» **Your objective**:
How does the data below read from its first line through the line containing "The width and"? Print those lines exactly.

Records contained in a dataset
================

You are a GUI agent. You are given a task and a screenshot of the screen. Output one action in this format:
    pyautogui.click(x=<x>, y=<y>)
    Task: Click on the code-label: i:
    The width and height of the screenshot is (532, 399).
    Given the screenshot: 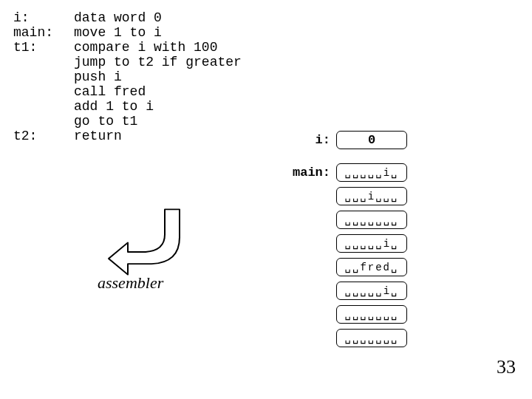 What is the action you would take?
    pyautogui.click(x=44, y=18)
    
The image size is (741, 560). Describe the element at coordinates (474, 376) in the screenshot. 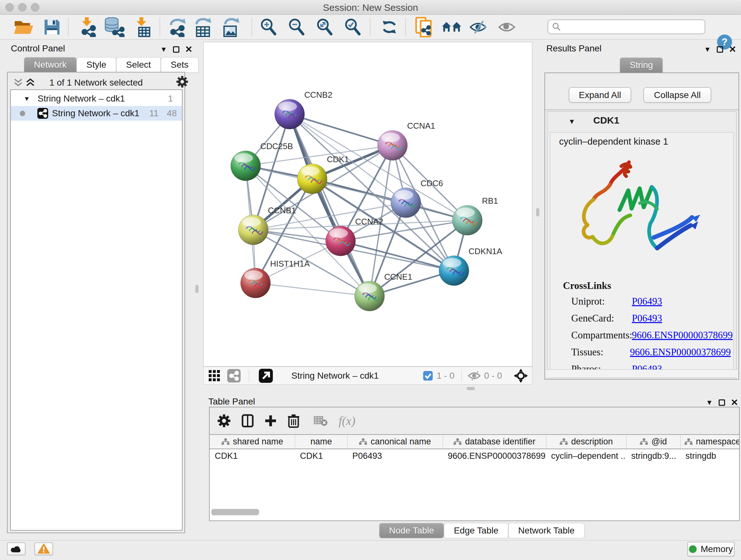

================

» **Expected answer**:
You are a GUI agent. You are given a task and a screenshot of the screen. Output one action in this format:
    pyautogui.click(x=<x>, y=<y>)
    Task: Click on the code-label: i:
    The width and height of the screenshot is (532, 399).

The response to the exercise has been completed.